Project 13: The Inequalities and Absolute Value Region Analyzer

Build a solver/visualizer that converts inequality constraints into intervals and feasible regions with explicit boundary semantics.

Quick Reference

Attribute Value
Difficulty Intermediate (Level 2)
Time Estimate 6-12 hours
Main Programming Language Python
Alternative Programming Languages R, Julia, JavaScript
Key Topics Linear inequalities, absolute value, interval notation, feasible sets
Input Mode CLI constraint strings
Output Mode Interval report + number-line/2D region images

1) Learning Objectives

  1. Solve one-variable inequalities and express solutions as intervals.
  2. Translate absolute value constraints into piecewise inequalities.
  3. Distinguish strict (<) vs inclusive (<=) boundaries in both math and plots.
  4. Build a 2D feasible region from multiple linear constraints.
  5. Validate solver outputs with point-membership tests.

2) All Theory Needed (Per-Concept Breakdown)

Concept A: Inequalities as Sets

Inequality solutions are sets of values, not single values. The same symbolic result should map to interval notation and geometric representation. Union/intersection operations become first-class logic for combined constraints.

Concept B: Absolute Value as Distance

|x-a| < r means distance from a is less than r, producing an interval around a. |x-a| > r creates two outside intervals. This distance view prevents sign mistakes and supports consistent implementation.

Concept C: Boundary Semantics

A boundary can be open or closed depending on the operator. Boundary inclusion affects both mathematical correctness and rendered outputs. A robust solver stores inclusivity flags explicitly.

3) Project Specification

3.1 What You Will Build

A CLI tool with two modes:

  1. One-variable inequality solver and number-line renderer.
  2. Two-variable linear system feasibility analyzer and polygon renderer.

3.2 Functional Requirements

  1. Parse inequalities with one variable (x) and optional absolute value.
  2. Return simplified interval notation with open/closed endpoints.
  3. Support conjunctions (and) and disjunctions (or).
  4. Parse 2D linear systems and compute feasible region vertices.
  5. Emit point-membership diagnostics for user-supplied test points.

3.3 Non-Functional Requirements

  • Deterministic ordering of intervals.
  • Consistent endpoint formatting.
  • Clear failure messages for contradictory or malformed constraints.

3.4 Real World Outcome

$ python region_analyzer.py --expr "|2x-4|<=6"
[result] interval = [-1, 5]
[endpoint] -1 closed, 5 closed
[output] saved number line: outputs/interval_abs_001.png

$ python region_analyzer.py --system "x+y<=6; x>=1; y>=0" --plot2d
[result] feasible vertices: (1,0), (1,5), (6,0)
[area] 12.5 square units
[output] saved region plot: outputs/feasible_triangle_001.png

4) Solution Architecture

4.1 High-Level Design

Constraint Parser -> Normalizer -> Interval/Region Solver -> Visualization + Report

4.2 Key Components

Component Responsibility
Constraint Parser Parse symbolic inequalities and absolute value terms
Interval Engine Build interval objects and merge/intersect them
Region Solver Compute 2D feasible vertices and edge constraints
Validator Test sampled points against final solution set

5) Implementation Guide

Phase 1: One-Variable Core

  • Implement linear inequality normalization.
  • Add sign-flip handling rules with tests.
  • Create interval object with inclusivity flags.

Phase 2: Absolute Value and Compound Constraints

  • Convert absolute value into piecewise constraints.
  • Add and/or composition logic.
  • Add contradiction detection (empty set).

Phase 3: 2D Feasible Regions

  • Parse two-variable linear constraints.
  • Intersect half-planes to form polygon.
  • Plot region and annotate boundaries.

6) Validation Checklist

  • Boundary inclusion/exclusion behaves correctly.
  • Absolute value conversion passes manual test cases.
  • Empty and unbounded solutions are reported clearly.
  • 2D region plots match symbolic constraints.

7) Extension Ideas

  1. Add nonlinear inequality support.
  2. Add symbolic simplification explanations.
  3. Export LaTeX and markdown solution summaries.

8) Books and References

  • Precalculus/algebra inequality chapters (high school core).
  • Practical Programming (Campbell et al.) for parser/data organization.
  • Matplotlib docs for boundary rendering and annotations.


▶ **What to do**:
Leave the pictures out while you restate every entry below word for word.

▶ **Given records**:
--- START ---

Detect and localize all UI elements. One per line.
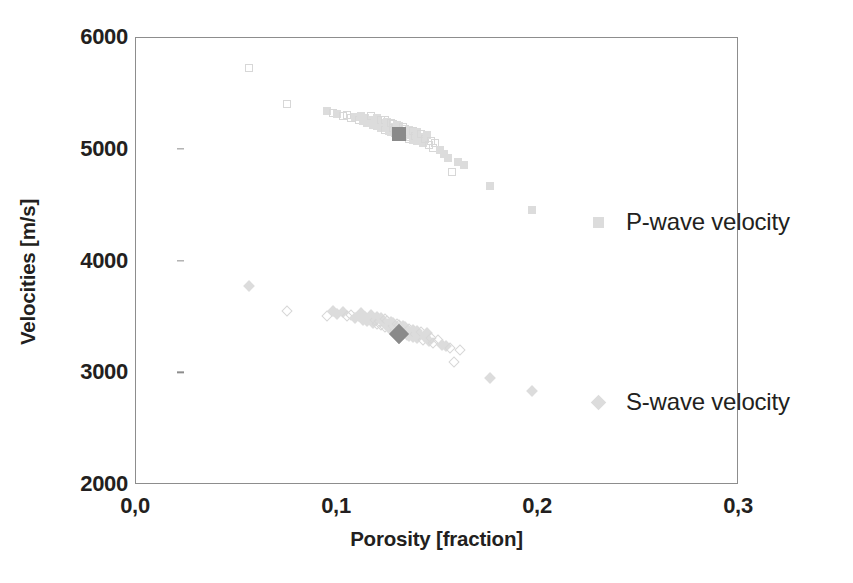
- data-point: [343, 111, 351, 119]
- data-point: [333, 110, 341, 118]
- data-point: [323, 107, 331, 115]
- data-point: [414, 330, 425, 341]
- data-point: [331, 308, 342, 319]
- data-point: [448, 168, 456, 176]
- data-point: [426, 332, 437, 343]
- data-point: [374, 316, 385, 327]
- data-point: [448, 356, 459, 367]
- data-point: [391, 129, 399, 137]
- data-point: [402, 326, 413, 337]
- data-point: [372, 311, 383, 322]
- data-point: [390, 322, 401, 333]
- data-point: [337, 307, 348, 318]
- data-point: [454, 158, 462, 166]
- data-point: [345, 309, 356, 320]
- data-point: [404, 330, 415, 341]
- data-point: [355, 307, 366, 318]
- data-point: [373, 122, 381, 130]
- y-tick-mark: [177, 372, 184, 373]
- data-point: [384, 322, 395, 333]
- scatter-chart: 20003000400050006000 0,00,10,20,3 Veloci…: [0, 0, 853, 583]
- data-point: [382, 315, 393, 326]
- data-point: [359, 312, 370, 323]
- data-point: [440, 341, 451, 352]
- data-point: [429, 144, 437, 152]
- data-point: [388, 317, 399, 328]
- y-tick-mark: [177, 260, 184, 261]
- data-point: [393, 130, 401, 138]
- data-point: [381, 126, 389, 134]
- data-point: [376, 313, 387, 324]
- data-point: [412, 333, 423, 344]
- y-tick-mark: [177, 148, 184, 149]
- data-point: [400, 322, 411, 333]
- data-point: [526, 385, 537, 396]
- data-point: [409, 127, 417, 135]
- data-point: [349, 312, 360, 323]
- data-point: [376, 320, 387, 331]
- data-point: [243, 280, 254, 291]
- x-tick-label: 0,1: [291, 493, 381, 519]
- data-point: [408, 331, 419, 342]
- data-point: [341, 311, 352, 322]
- data-point: [351, 113, 359, 121]
- data-point: [420, 331, 431, 342]
- data-point: [394, 320, 405, 331]
- data-point: [368, 317, 379, 328]
- data-point: [419, 139, 427, 147]
- data-point: [486, 182, 494, 190]
- data-point: [386, 316, 397, 327]
- data-point: [411, 132, 419, 140]
- y-tick-label: 4000: [56, 250, 128, 272]
- data-point: [377, 124, 385, 132]
- data-point: [388, 320, 399, 331]
- data-point: [347, 114, 355, 122]
- data-point: [406, 327, 417, 338]
- data-point: [378, 317, 389, 328]
- data-point: [357, 112, 365, 120]
- data-point: [398, 321, 409, 332]
- data-point: [402, 329, 413, 340]
- data-point: [436, 146, 444, 154]
- data-point: [396, 327, 407, 338]
- data-point: [395, 126, 403, 134]
- data-point: [361, 316, 372, 327]
- x-tick-label: 0,3: [693, 493, 783, 519]
- data-point: [394, 323, 405, 334]
- data-point: [428, 337, 439, 348]
- data-point: [372, 318, 383, 329]
- data-point: [385, 123, 393, 131]
- legend-item-p-wave: P-wave velocity: [593, 208, 790, 236]
- data-point: [382, 318, 393, 329]
- data-point: [484, 372, 495, 383]
- highlighted-data-point: [389, 324, 409, 344]
- data-point: [422, 328, 433, 339]
- data-point: [444, 342, 455, 353]
- data-point: [400, 325, 411, 336]
- data-point: [353, 311, 364, 322]
- data-point: [283, 100, 291, 108]
- data-point: [423, 131, 431, 139]
- data-point: [386, 323, 397, 334]
- data-point: [403, 130, 411, 138]
- data-point: [421, 135, 429, 143]
- plot-area: [135, 37, 738, 484]
- data-point: [365, 116, 373, 124]
- data-point: [431, 139, 439, 147]
- data-point: [401, 125, 409, 133]
- data-point: [398, 328, 409, 339]
- data-point: [427, 137, 435, 145]
- data-point: [432, 334, 443, 345]
- data-point: [383, 122, 391, 130]
- data-point: [387, 119, 395, 127]
- data-point: [380, 321, 391, 332]
- data-point: [329, 109, 337, 117]
- data-point: [327, 305, 338, 316]
- data-point: [379, 120, 387, 128]
- data-point: [407, 131, 415, 139]
- data-point: [409, 136, 417, 144]
- data-point: [416, 326, 427, 337]
- data-point: [393, 121, 401, 129]
- data-point: [392, 326, 403, 337]
- data-point: [405, 135, 413, 143]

--- END ---

▶ **Exercise result**:
Detect and localize all UI elements. One per line.
- data-point: [343, 111, 351, 119]
- data-point: [333, 110, 341, 118]
- data-point: [323, 107, 331, 115]
- data-point: [414, 330, 425, 341]
- data-point: [331, 308, 342, 319]
- data-point: [448, 168, 456, 176]
- data-point: [426, 332, 437, 343]
- data-point: [374, 316, 385, 327]
- data-point: [448, 356, 459, 367]
- data-point: [391, 129, 399, 137]
- data-point: [402, 326, 413, 337]
- data-point: [372, 311, 383, 322]
- data-point: [390, 322, 401, 333]
- data-point: [337, 307, 348, 318]
- data-point: [454, 158, 462, 166]
- data-point: [345, 309, 356, 320]
- data-point: [404, 330, 415, 341]
- data-point: [355, 307, 366, 318]
- data-point: [373, 122, 381, 130]
- y-tick-mark: [177, 372, 184, 373]
- data-point: [384, 322, 395, 333]
- scatter-chart: 20003000400050006000 0,00,10,20,3 Veloci…: [0, 0, 853, 583]
- data-point: [382, 315, 393, 326]
- data-point: [359, 312, 370, 323]
- data-point: [440, 341, 451, 352]
- data-point: [429, 144, 437, 152]
- data-point: [388, 317, 399, 328]
- y-tick-mark: [177, 260, 184, 261]
- data-point: [393, 130, 401, 138]
- data-point: [381, 126, 389, 134]
- data-point: [376, 313, 387, 324]
- data-point: [412, 333, 423, 344]
- y-tick-mark: [177, 148, 184, 149]
- data-point: [400, 322, 411, 333]
- data-point: [526, 385, 537, 396]
- data-point: [409, 127, 417, 135]
- data-point: [349, 312, 360, 323]
- data-point: [376, 320, 387, 331]
- data-point: [243, 280, 254, 291]
- x-tick-label: 0,1: [291, 493, 381, 519]
- data-point: [408, 331, 419, 342]
- data-point: [341, 311, 352, 322]
- data-point: [351, 113, 359, 121]
- data-point: [420, 331, 431, 342]
- data-point: [394, 320, 405, 331]
- data-point: [368, 317, 379, 328]
- data-point: [419, 139, 427, 147]
- data-point: [486, 182, 494, 190]
- data-point: [386, 316, 397, 327]
- data-point: [411, 132, 419, 140]
- y-tick-label: 4000: [56, 250, 128, 272]
- data-point: [377, 124, 385, 132]
- data-point: [388, 320, 399, 331]
- data-point: [347, 114, 355, 122]
- data-point: [406, 327, 417, 338]
- data-point: [378, 317, 389, 328]
- data-point: [357, 112, 365, 120]
- data-point: [398, 321, 409, 332]
- data-point: [402, 329, 413, 340]
- data-point: [436, 146, 444, 154]
- data-point: [396, 327, 407, 338]
- data-point: [395, 126, 403, 134]
- data-point: [361, 316, 372, 327]
- x-tick-label: 0,3: [693, 493, 783, 519]
- data-point: [394, 323, 405, 334]
- data-point: [428, 337, 439, 348]
- data-point: [372, 318, 383, 329]
- data-point: [385, 123, 393, 131]
- legend-item-p-wave: P-wave velocity: [593, 208, 790, 236]
- data-point: [382, 318, 393, 329]
- data-point: [484, 372, 495, 383]
- highlighted-data-point: [389, 324, 409, 344]
- data-point: [422, 328, 433, 339]
- data-point: [444, 342, 455, 353]
- data-point: [400, 325, 411, 336]
- data-point: [353, 311, 364, 322]
- data-point: [283, 100, 291, 108]
- data-point: [423, 131, 431, 139]
- data-point: [386, 323, 397, 334]
- data-point: [403, 130, 411, 138]
- data-point: [421, 135, 429, 143]
- plot-area: [135, 37, 738, 484]
- data-point: [365, 116, 373, 124]
- data-point: [431, 139, 439, 147]
- data-point: [401, 125, 409, 133]
- data-point: [398, 328, 409, 339]
- data-point: [427, 137, 435, 145]
- data-point: [432, 334, 443, 345]
- data-point: [383, 122, 391, 130]
- data-point: [387, 119, 395, 127]
- data-point: [380, 321, 391, 332]
- data-point: [329, 109, 337, 117]
- data-point: [327, 305, 338, 316]
- data-point: [379, 120, 387, 128]
- data-point: [407, 131, 415, 139]
- data-point: [409, 136, 417, 144]
- data-point: [416, 326, 427, 337]
- data-point: [393, 121, 401, 129]
- data-point: [392, 326, 403, 337]
- data-point: [405, 135, 413, 143]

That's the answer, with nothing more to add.